There’s more detail about Merlin in Marc Devokaitis’ June 23, 2021 article for the Cornell Chronicle,

… Merlin can recognize the sounds of more than 400 species from the U.S. and Canada, with that number set to expand rapidly in future updates.

As Merlin listens, it uses artificial intelligence (AI) technology to identify each species, displaying in real time a list and photos of the birds that are singing or calling.

Automatic song ID has been a dream for decades, but analyzing sound has always been extremely difficult. The breakthrough came when researchers, including Merlin lead researcher Grant Van Horn, began treating the sounds as images and applying new and powerful image classification algorithms like the ones that already power Merlin’s Photo ID feature.

“Each sound recording a user makes gets converted from a waveform to a spectrogram – a way to visualize the amplitude [volume], frequency [pitch] and duration of the sound,” Van Horn said. “So just like Merlin can identify a picture of a bird, it can now use this picture of a bird’s sound to make an ID.”

Merlin’s pioneering approach to sound identification is powered by tens of thousands of citizen scientists who contributed their bird observations and sound recordings to eBird, the Cornell Lab’s global database.

“Thousands of sound recordings train Merlin to recognize each bird species, and more than a billion bird observations in eBird tell Merlin which birds are likely to be present at a particular place and time,” said Drew Weber, Merlin project coordinator. “Having this incredibly robust bird dataset – and feeding that into faster and more powerful machine-learning tools – enables Merlin to identify birds by sound now, when doing so seemed like a daunting challenge just a few years ago.”

The Merlin Bird ID app with the new Sound ID feature is available for free on iOS and Android devices. Click here to download the Merlin Bird ID app and follow the prompts. If you already have Merlin installed on your phone, tap “Get Sound ID.”

Do take a look at Devokaitis’ June 23, 2021 article for more about how the Merlin app provides four ways to identify birds.

For anyone who likes to listen to the news, there’s an August 26, 2021 podcast (The Warblers by Birds Canada) featuring Drew Weber, Merlin project coordinator, and Jody Allair, Birds Canada Director of Community Engagement, discussing Merlin,

It’s a dream come true – there’s finally an app for identifying bird sounds.
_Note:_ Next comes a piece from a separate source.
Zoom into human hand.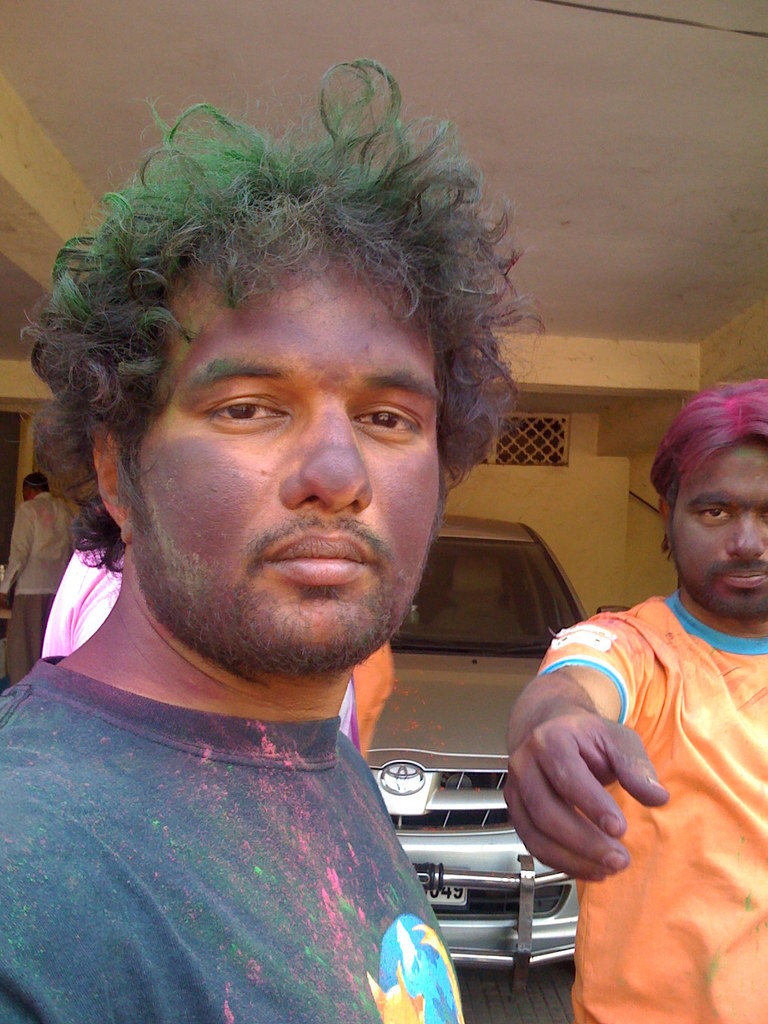
Zoom target: box(520, 690, 689, 888).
In the next episode of The Warblers podcast, we’ll explore the Merlin Bird ID app’s new Sound ID feature and how artificial intelligence is redefining birding. We talk with Drew Weber and Jody Allair and go deep into the implications and opportunities that this technology will bring for birds, and new as well as experienced birders.

The Warblers is hosted by Andrea Gress and Andrés Jiménez.